Tools can be unload_tools'd to free the context again. Clients that don't refetch
on list_changed still work: load_tools returns the schema as text, and any
server__tool can be called directly without a prior load.
mcp-lean.config.json (created by mcp-lean init):
{
"mcpServers": {
"github": { "command": "npx", "args": ["-y", "@modelcontextprotocol/server-github"], "env": { "GITHUB_TOKEN": "..." } },
"filesystem": { "command": "npx", "args": ["-y", "@modelcontextprotocol/server-filesystem", "/work"] },
"docs": { "url": "https://example.com/mcp", "headers": { "Authorization": "Bearer ..." } }
},
"profiles": {
"all": ["*"],
"web": ["github", "docs"]
},
"autoLoad": ["filesystem/read_file"]
}mcpServers— the same shape as.mcp.json/claude_desktop_config.json. Supports stdio (command/args/env/cwd) and HTTP/SSE (url/headers).profiles— named allow-lists of servers.--profile webproxies only those."*"means all.

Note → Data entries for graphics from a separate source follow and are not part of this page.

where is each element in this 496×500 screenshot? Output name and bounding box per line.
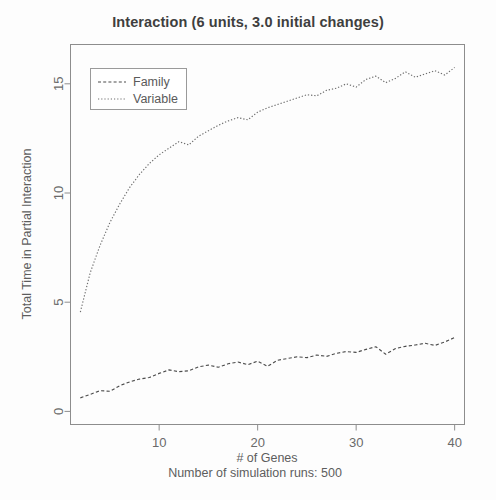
chart-sublabel: Number of simulation runs: 500	[168, 466, 342, 480]
y-tick-label: 5	[51, 299, 66, 306]
x-tick-label: 20	[250, 435, 264, 450]
y-axis-label: Total Time in Partial Interaction	[20, 149, 34, 320]
x-tick-label: 10	[152, 435, 166, 450]
y-tick-group: 051015	[51, 77, 71, 415]
y-tick-label: 15	[51, 77, 66, 91]
y-axis: 051015	[51, 45, 71, 425]
y-tick-label: 10	[51, 186, 66, 200]
x-tick-group: 10203040	[152, 425, 462, 450]
x-axis-label: # of Genes	[236, 451, 297, 465]
series-line-family	[80, 338, 454, 398]
series-group	[80, 67, 454, 397]
chart-legend: Family Variable	[91, 69, 187, 110]
x-axis: 10203040	[71, 425, 465, 450]
interaction-line-chart: Interaction (6 units, 3.0 initial change…	[0, 0, 496, 500]
x-tick-label: 40	[447, 435, 461, 450]
chart-figure: Interaction (6 units, 3.0 initial change…	[0, 0, 496, 500]
x-tick-label: 30	[349, 435, 363, 450]
y-tick-label: 0	[51, 408, 66, 415]
legend-label-variable: Variable	[133, 92, 178, 106]
chart-title: Interaction (6 units, 3.0 initial change…	[112, 14, 384, 30]
legend-label-family: Family	[133, 75, 171, 89]
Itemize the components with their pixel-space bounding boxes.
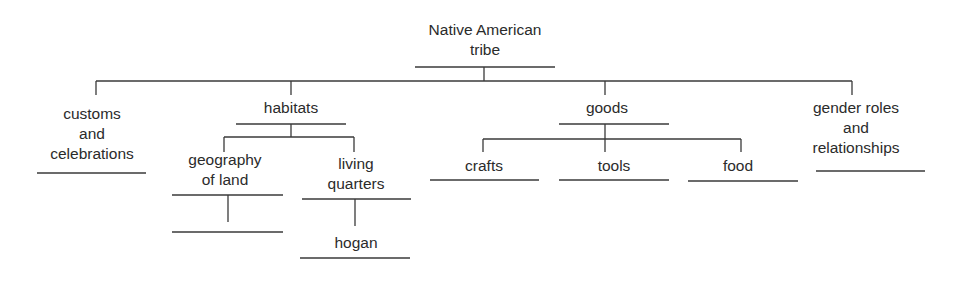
node-goods: goods	[586, 98, 628, 118]
node-geography-of-land: geography of land	[188, 150, 261, 190]
node-habitats: habitats	[264, 98, 318, 118]
node-living-quarters: living quarters	[328, 154, 385, 194]
node-crafts: crafts	[465, 156, 503, 176]
node-customs-and-celebrations: customs and celebrations	[50, 104, 134, 164]
node-root: Native American tribe	[429, 20, 542, 60]
tree-diagram: Native American tribe customs and celebr…	[0, 0, 963, 296]
node-tools: tools	[598, 156, 631, 176]
node-food: food	[723, 156, 753, 176]
node-gender-roles-and-relationships: gender roles and relationships	[812, 98, 899, 158]
node-hogan: hogan	[334, 233, 377, 253]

Great for scoping a project to just the servers it needs.autoLoad— tools to activate eagerly at startup ("server/tool"or"server/*"). Everything else stays lazy. Defaults to none.
If no mcp-lean.config.json exists, mcp-lean falls back to reading a .mcp.json or
claude_desktop_config.json in the working directory (it skips any entry that points
back at mcp-lean, so it never proxies itself).
mcp-lean [serve] Run the proxy over stdio (what your MCP client launches).
mcp-lean audit Connect to upstreams and report the token savings.
mcp-lean init Create mcp-lean.config.json (imports .mcp.json / claude_desktop_config.json).
mcp-lean refresh Re-fetch upstream catalogs into the on-disk cache.
-c, --config <path> Config file (default: mcp-lean.config.json / .mcp.json).
-p, --profile <name> Only proxy servers in this profile.
--cwd <dir> Directory to resolve config/cache from.
-f, --force Overwrite existing files (init).
-h, --help Show help.
-v, --version Show version.
Does my client need to support dynamic tool lists?
It helps but isn't required. mcp-lean declares the listChanged capability and
notifies on every load/unload. Clients that don't refetch can still use loaded tools:
load_tools returns the full schema in its response, and server__tool names are
callable directly.
Does it spawn every server at startup?
Not to serve requests — the facade comes up immediately. Discovery is served from an
on-disk catalog cache, so once it's warm no connection is needed, and a server process
is only (re)spawned when one of its tools is loaded or called. Building the cache the
first time (or via mcp-lean refresh) does briefly connect to each server, but in
the background, so it never delays the proxy. The cache auto-refreshes when a
server's launch config (command/args/url/cwd/env/headers) changes.
Are the token numbers exact? They're heuristic estimates (no native tokenizer dependency, to keep the install tiny) meant for relative comparison — typically within ~10–15% of a real BPE tokenizer for JSON tool schemas.
Is it secure / trustworthy?
mcp-lean is a thin pass-through: it forwards calls to the servers you configured and
returns their results unchanged. It adds no network calls of its own and stores only a
local catalog cache. Read src/ — it's a few small files.
npm install
npm run typecheck # tsc --noEmit
npm test # vitest (incl. an end-to-end proxy test over a real stdio server)
npm run build # tsup -> dist/
node scripts/smoke.mjs # spawn the built binary and exercise it over stdio- Per-tool token budgeting and an LRU that auto-unloads cold tools.
- Optional exact tokenizer (
--accurate) for the audit. - Resource & prompt proxying (currently tools only).
- A one-command Claude Code plugin wrapper.